France’s President Emmanuel Macron, the longest-serving leader among EU heavyweights, has communicated directly with President Vladimir Putin on many occasions. In 2019, Mr. Macron warned NATO of becoming “brain dead,” with Europe unable to rely on the U.S. to defend it under President Donald Trump. France has a long record of skepticism toward NATO and the U.S. In 1966, then-President Charles de Gaulle opted to leave the military integration structure of NATO. A year later, the influential French writer and politician Jean-Jacques Servan-Schreiber condensed his apprehensions in the bestseller book, “The American Challenge” (“Le defi Americain”).

Is there again a role for Belgrade’s diplomacy?

Serbia is not a member of NATO, let alone the EU. Yet it is anchored in the European economic orbit. But it also has an unsettled issue with Kosovo, for which Russia is giving its valuable support as a veto-wielding member of the UN Security Council. Hence Serbia leans toward Russia while underlining the importance of upholding Ukraine’s territorial sovereignty with a glance toward Serbia’s own position of not recognizing Kosovo as an independent state. It would, therefore, not be absurd to imagine a role for Serbia in the diplomatic process to end Russia’s war on Ukraine, perhaps in concert with partners. Realistically, China and maybe India will most likely be crucial interlocutors of the U.S. and NATO, once the time is ripe to hammer out a settlement between Russia and Ukraine.
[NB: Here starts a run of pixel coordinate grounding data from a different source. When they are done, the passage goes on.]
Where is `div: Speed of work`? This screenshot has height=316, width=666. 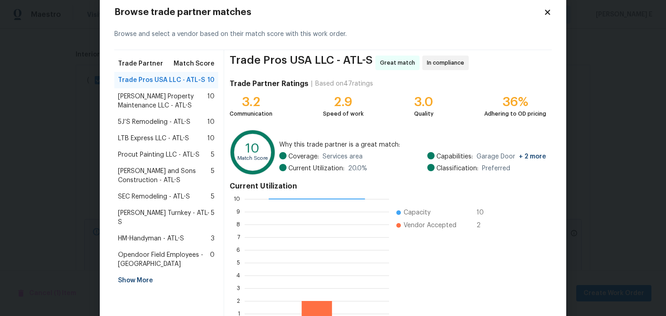
div: Speed of work is located at coordinates (343, 114).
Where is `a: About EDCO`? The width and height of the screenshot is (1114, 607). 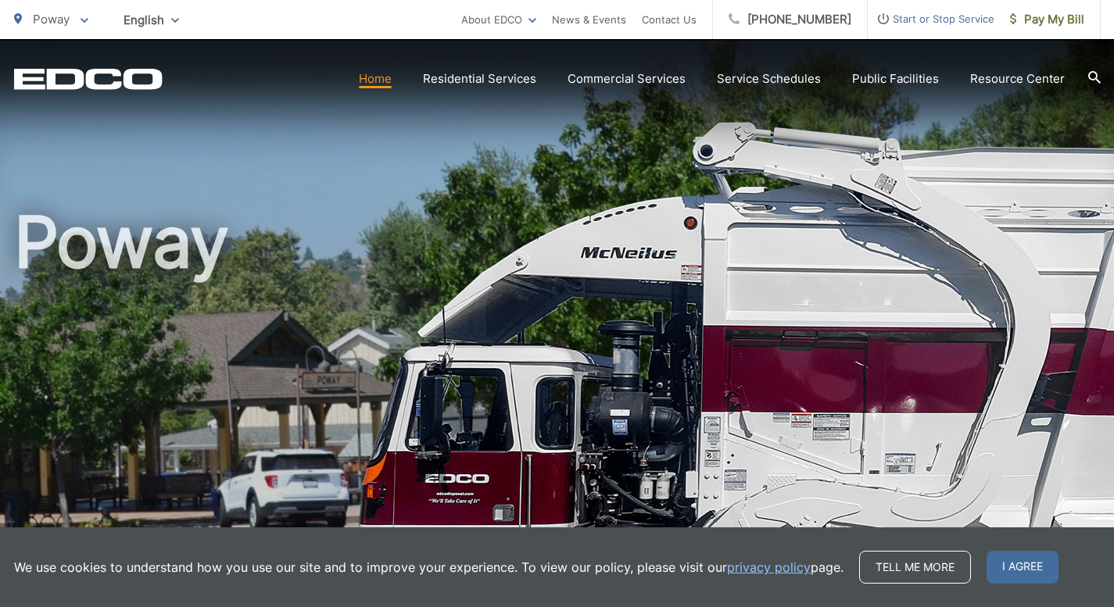 a: About EDCO is located at coordinates (499, 20).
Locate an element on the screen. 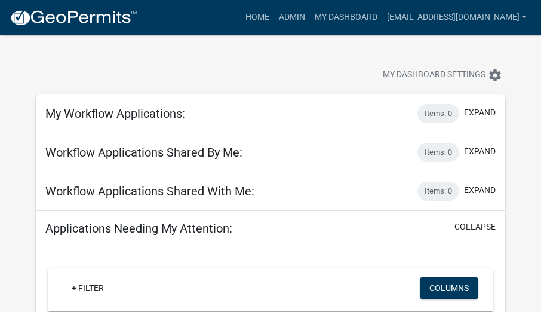 This screenshot has width=541, height=312. span: My Dashboard Settings is located at coordinates (434, 75).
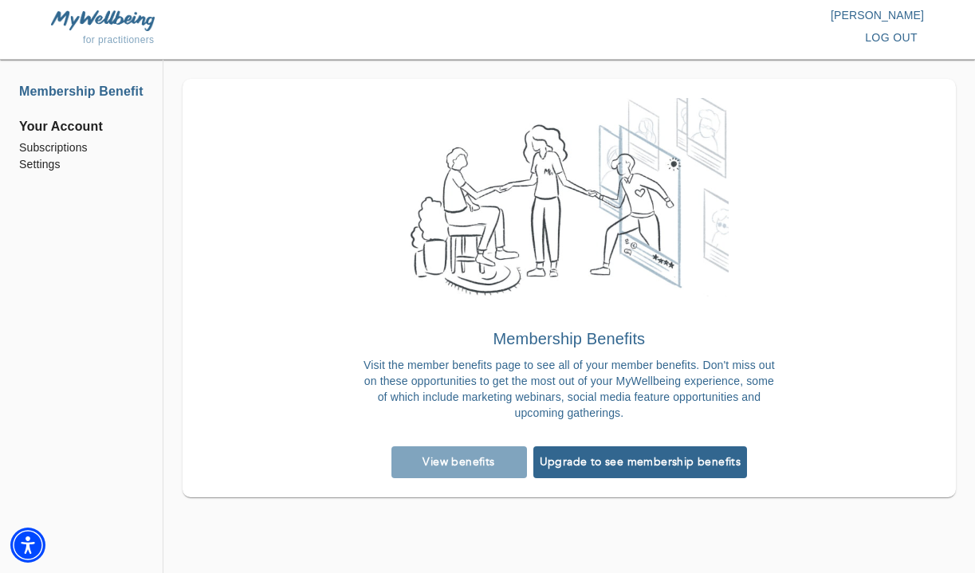 This screenshot has width=975, height=573. I want to click on h6: Membership Benefits, so click(569, 339).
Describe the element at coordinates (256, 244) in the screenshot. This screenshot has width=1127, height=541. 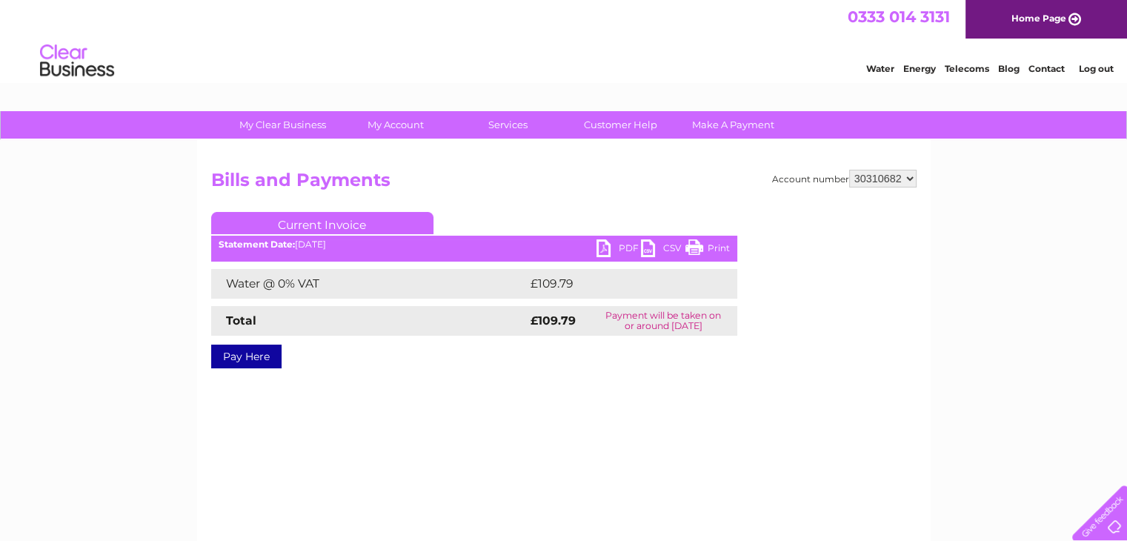
I see `b: Statement Date:` at that location.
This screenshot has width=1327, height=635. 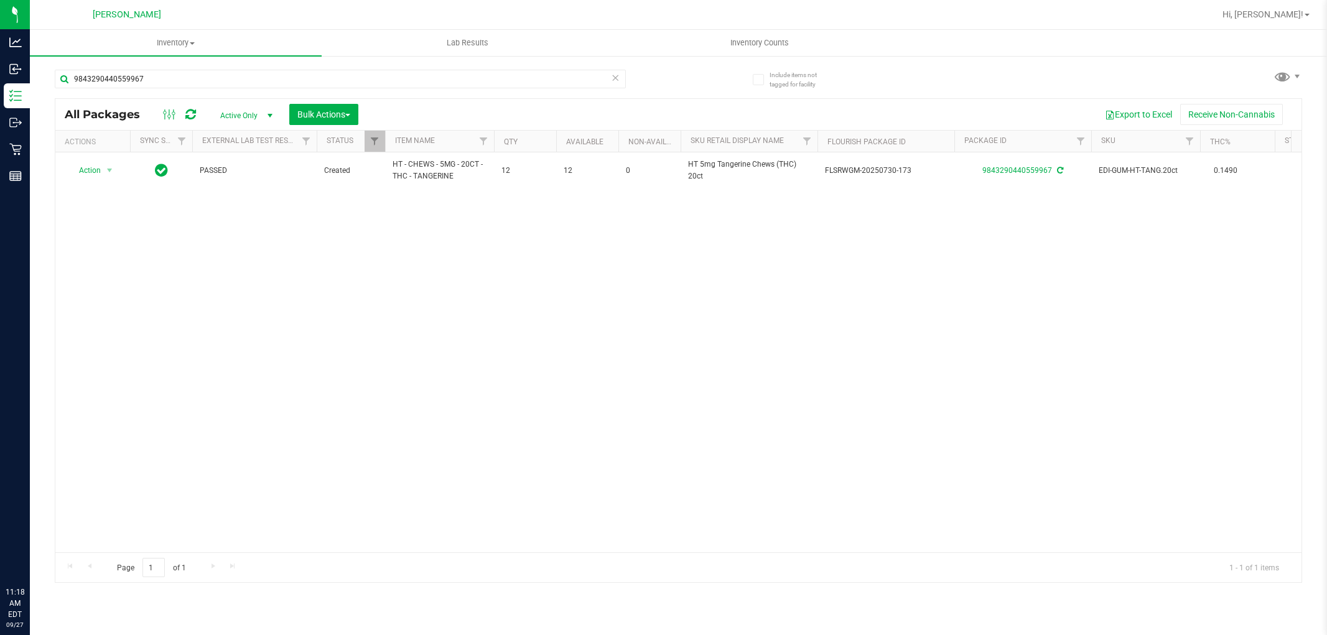 I want to click on inline-svg: Inventory, so click(x=16, y=96).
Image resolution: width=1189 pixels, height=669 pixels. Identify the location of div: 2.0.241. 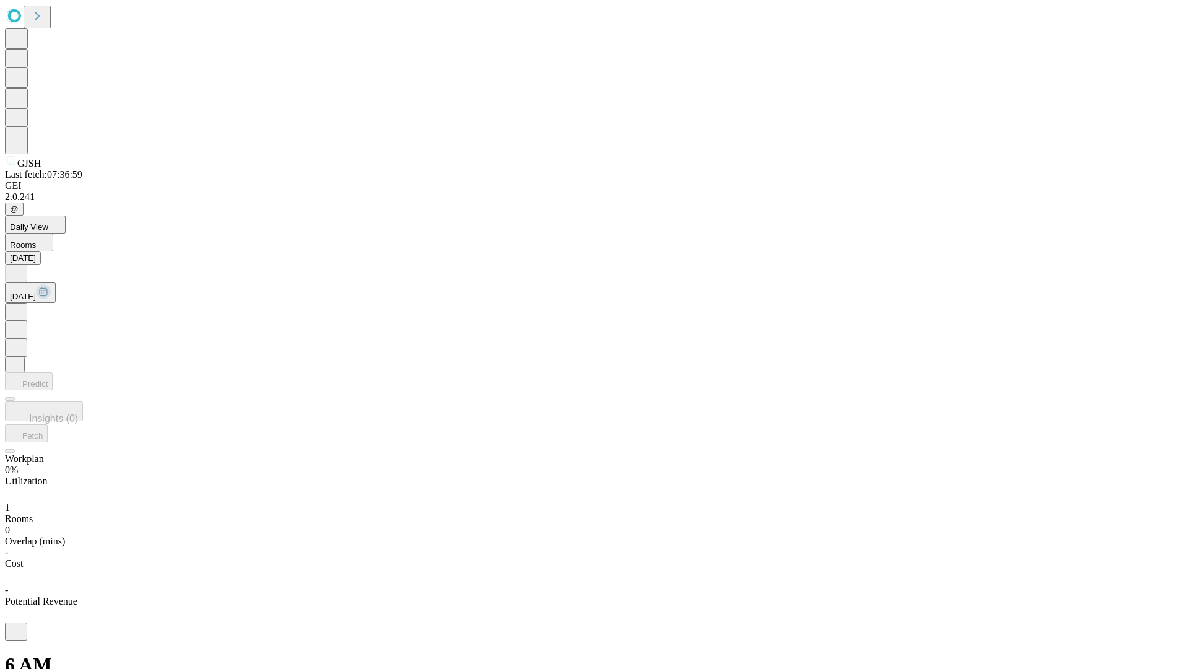
(595, 197).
The nonaligned movement is, de facto, morphing into a global system advocating multiple alignments in a multipolar world. India, currently presiding over the G20, is rallying countries for a virtual “Voice of Global South Summit” on January 12-13, 2023.
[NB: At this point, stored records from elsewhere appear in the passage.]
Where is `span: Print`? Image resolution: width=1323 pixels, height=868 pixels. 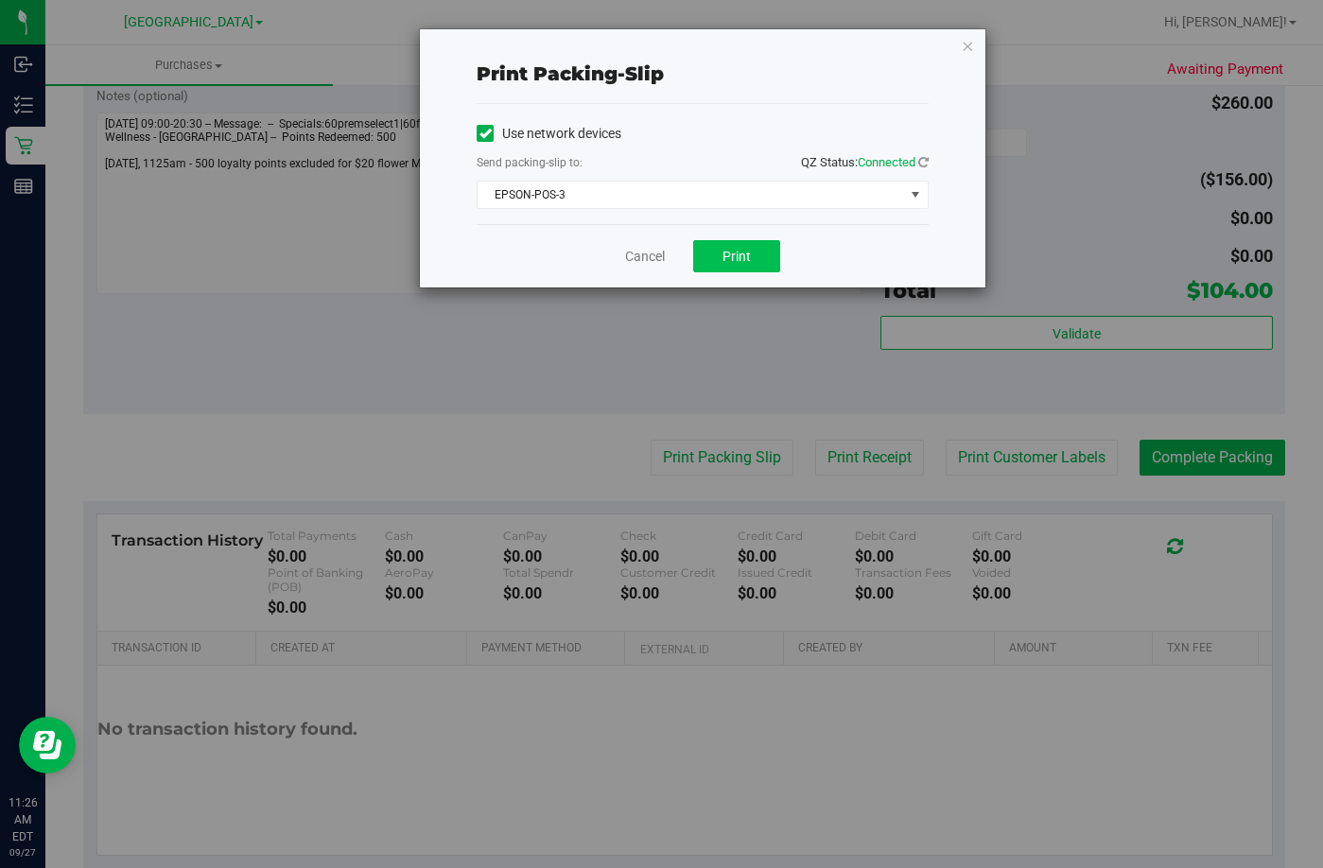
span: Print is located at coordinates (737, 256).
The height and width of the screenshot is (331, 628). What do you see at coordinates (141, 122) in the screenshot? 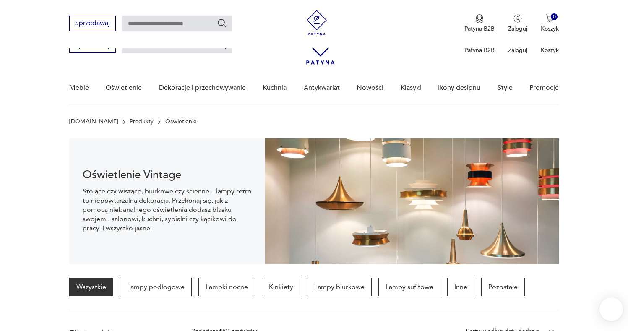
I see `a: Produkty` at bounding box center [141, 122].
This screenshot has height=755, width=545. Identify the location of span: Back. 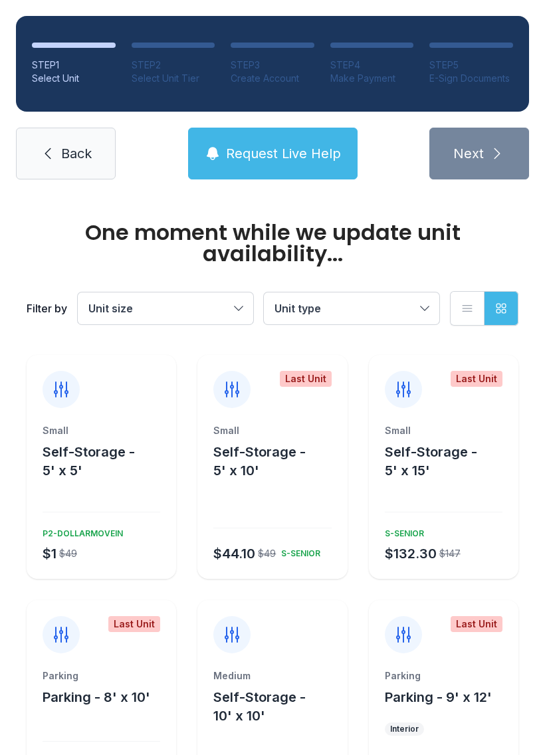
(76, 154).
Relations between Belgrade and Beijing are cordial, but can Serbia muster the diplomatic forces and skills to take on an issue of such proportions? President Joe Biden picked Christopher Hill, a seasoned Balkans expert, as his ambassador to Belgrade while Serbian Ambassador Marko Djuric is his boss’ heavyweight confidant in Washington. Serbia’s potential role in global diplomacy cannot be dismissed and needs to be watched.

Scenarios

Scenario 1

With the Russian war in Ukraine and the East-West confrontation continuing to unfold, Serbia will probably do its best to muddle through, hedging its bets and banking on its dominant geographical position in the heart of the Balkans. Belgrade will try to rely on its rich raw materials, special ties with individual EU countries and global network, partly inherited from Yugoslavia and well-groomed, in particular vis-a-vis its nonaligned partners.

Scenario 2

Suppose the Russia-Ukrainian war were to intensify or tilt decisively in favor of one side. In that case, it could hasten the hour of Serbia and other nonaligned countries, especially China. President Aleksandar Vucic’s personal relationships might come into play then. That holds particularly true with actors in Moscow, Beijing, Ankara and New Delhi, but also, albeit to a lesser extent, Washington and the Europeans, with whom the Serbs constantly rub elbows.

In theory, a meaningful role for Serbia in such a scenario presupposes a constant and active foreign policy engagement by Belgrade and a close relationship with Ukraine and President Volodymyr Zelenskiy. Serbian Foreign Minister Ivica Dacic, seen in the West as being close to Moscow, at the same time possesses long-established personal ties with many leaders in all continents, particularly Beijing and the NAM states.

Scenario 3

In a less likely scenario, the Nordic and Baltic hawks within the EU, acting in sync with Washington and London, might pressure Serbia into fully aligning with the West. That would probably need dramatic steps by the EU and a leadership change in Belgrade. Such a maneuver would require tremendous effort and huge material incentives for Serbia to be successful and sustainable.